29466 - Civilization of the High Middle Ages (1) (LM)

Academic Year 2019/2020

  • Teaching Mode: Traditional lectures
  • Campus: Bologna
  • Corso: Second cycle degree programme (LM) in History and Oriental Studies (cod. 8845)

Learning outcomes

At the end of this course, the student should acquire a critical knowledge of the original characters of the culture and society of the High Middle Ages (V-X centuries) by applying the appropriate tools and highlighting the differences and peculiarities of the previous and subsequent ages. He should be able to communicate in written and/or oral form, accurately documenting the conclusions of his own historiographic path.

Course contents

Climate, environment, economy in the early Middle Ages.

Productive forms: the interaction between economic culture and environmental conditions.

Early medieval economy has a particularly complex character, intertwining the economy of the forest and pastures and the agricultural one, with original methods compared to other eras, both previous and later. This is the result of a particularly complex economic structure, careful to enhance - without any cultural bias - all environmental resources. But this economic and cultural structure has in itself close links to the environmental and climatic conditions, which give the landscape characteristics that are peculiar to this era.

The course will examine written and archaeological sources on the double track of economic history and environmental history. Outline of the topics covered:

- Man and environment in the high Middle Ages

- Climate constraints and cultural choices

- Land work and forestry resources

- Men facing famine

Readings/Bibliography

Attending students will have specific readings in order to prepare their own papers.

*

Not attending students will have a written and an oral test.

Written test will be based on S. Gasparri, C. La Rocca, Tempi barbarici. L'Europa occidentale tra antichità e Medioevo (300-900), Roma, Carocci, 2012.

For the oral test, they will study these books:

V. Fumagalli, Paesaggi della paura. Vita e natura nel Medioevo, Bologna, Il Mulino, 2006.

Teaching methods

The course will have a seminar format and will be structured along 15 lessons of two hours each. It requires a regular attendance and an active involvement of the students.

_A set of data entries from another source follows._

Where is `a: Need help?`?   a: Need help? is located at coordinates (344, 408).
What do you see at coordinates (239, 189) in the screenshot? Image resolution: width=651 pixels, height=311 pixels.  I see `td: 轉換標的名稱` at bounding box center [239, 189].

After some introductive lectures, readings will be proposed to understand the topic in its complexity, on a European dimension (therefore, not always in Italian language). Readings will be compulsory made during the course, in order to ensure a good collective discussion of the contents.

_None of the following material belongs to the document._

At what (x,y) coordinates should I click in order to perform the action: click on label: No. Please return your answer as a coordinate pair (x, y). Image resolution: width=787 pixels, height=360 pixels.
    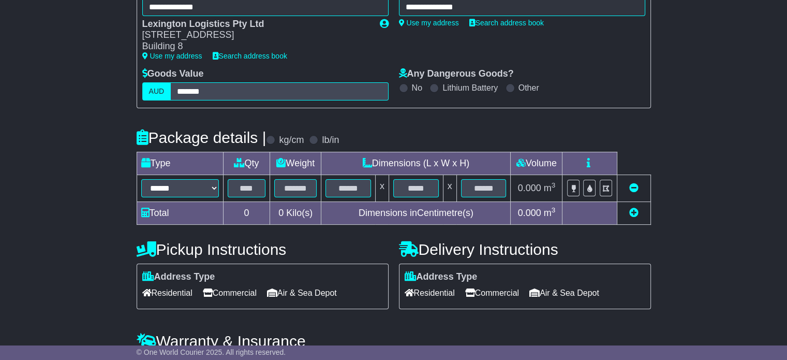
    Looking at the image, I should click on (417, 87).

Finally, some lessons will be devoted to reading, cataloging and interpreting written sources.

Assessment methods

The course constitutes, together with Storia dell’Europa medievale, the integrated course Origini dell'Europa and therefore the final exam is conceived as unique.

Students attending both courses will prepare a paper that will be the only final test of the integrated course.

Final assessment will be based both on the completeness and accuracy of the work, and the ability to expose critically the topics.

*

Not attending students will take only one written test, common for both courses, followed by an oral test: the two tests can be taken in the same scheduled exam date but it’s also possible to take the oral test in a succeeding scheduled exam date.

To access the oral exam, students need to have taken the written test and to have passed it with a score of minimum 18/30.

The written test will verify the knowledge gained through the manual and consists of five open-ended questions which requires correct and concise answers (the first one, with a score from 0 to 10; the others with a score from 0 to 5). The best possible result is 30/30.

The oral exam, also common to both courses, will be a free conversation to verify the knowledge of chosen books.

The maximum score assigned for the oral test is 30/30. For the evaluation, language skills, understanding of the discussed issues, ability to propose connections among the various topics will be taken into account.

The final score will come out from the average between the results of the written and the oral test. A word of praise can be added at the discretion of the teacher.

Teaching tools

The University's repository will be used for the distribution of teaching tools: power points for the synthesis of lesson contents, pdf files of sources and further readings.